The subtle differences that make or mar an individual are none the less real because they are intangible, and herein lies the necessity for recognising the " constitution " of the individual. But this term has not quite the same meaning as it used to have ; the modern conception is synthetic, it builds itself on measured data, and it cannot yet afford to stand away from a man and take a wide view of him. The fourth. Henderson Trust Lecture,delivered by Prof. W. W. Graves at the University of Edinburgh last October, is an admirable example of the material on which this new study of the individual man can be Prof Graves introduces us here to points based. about the scapula which will be new to many, if not to most, of us ; he shows the hereditary nature of types, their persistence, and their indicatory significance with regard to morbidity and adaptability in general. As he has dealt with some 30,000 subjects, living and dead, his results may be considered fairly definite. Perusal of this interesting and important lecture makes one hope that in the not far distant future some use may be found for those portentous indices which sadden the reader of so many works on physical anthropology, and, if these can be made to show a value like that given to scapular types here, their accumulation, from the point of view of medicine, would be justifiable. The lecture should be read by clinicians ; it cannot be much more than. a rapid survey, within the limits of time of a lecture, but a full bibliographical index gives the reader the means to extend his acquaintance with the subject.
Modern Technique in Treatment. A Series
of Special Articles, contributed by invitation, on the Treatment of Medical and Surgical Conditions.
CLIV.-THE
TREATMENT OF CHRONIC MASTITIS. THE treatment of " chronic mastitis " has in the past been somewhat obscured by misunderstanding of its setiology.
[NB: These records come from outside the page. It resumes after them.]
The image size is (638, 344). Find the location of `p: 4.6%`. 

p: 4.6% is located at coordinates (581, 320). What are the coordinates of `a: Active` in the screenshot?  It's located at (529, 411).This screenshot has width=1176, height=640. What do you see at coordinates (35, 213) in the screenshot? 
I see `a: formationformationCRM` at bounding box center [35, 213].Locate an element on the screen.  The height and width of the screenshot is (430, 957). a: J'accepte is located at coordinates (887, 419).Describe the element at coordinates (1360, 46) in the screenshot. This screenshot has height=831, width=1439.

It cannot be claimed that this is even now fully understood, but it is at any rate clear that the aetiology implied by the name which has so long been given to the condition is not the true one ; consequently treatment aiming at allaying chronic mastitis on the supposition that it is an ordinary inflammation of the breast, due to a subacute infection with a pyogenic organism, such as a staphylococcus, is doomed to failure. Sir Lenthal Cheatle has on many occasions stressed the necessity for a reform in the terminology of the chronic lesions to which the breast is subject, and has " suggested the term " mazoplasia " instead of chronic on the ground that the epithelial changes so constantly found are the essential feature of the condition. Epithelial changesare, however, only one incident in a pathological complex which it is almost impossible to summarise in a single word, and it may be wiser to postpone for the present any attempt to oust a term the use of which has become ingrained by the custom of so many years.
mastitis,"
Chronic mastitis is not a disease of one age or sex, but is found in both sexes and, in its different forms, at all times of life. Its incidence is dependent, not on a bacterial infection, but rather on a disorderly process of secretion and absorption which are going on at all times in varying degree in a gland unprovided with an outlet except during lactation. The pathological and statistical evidence for these statements cf Shoulder Blade Types to Problems of Physical Adaptability. By Prof. William Washington Graves, St. Louis, Mo., U.S.A. London and Edinburgh : Oliver and Boyd. 1925. Pp. 35. Cd.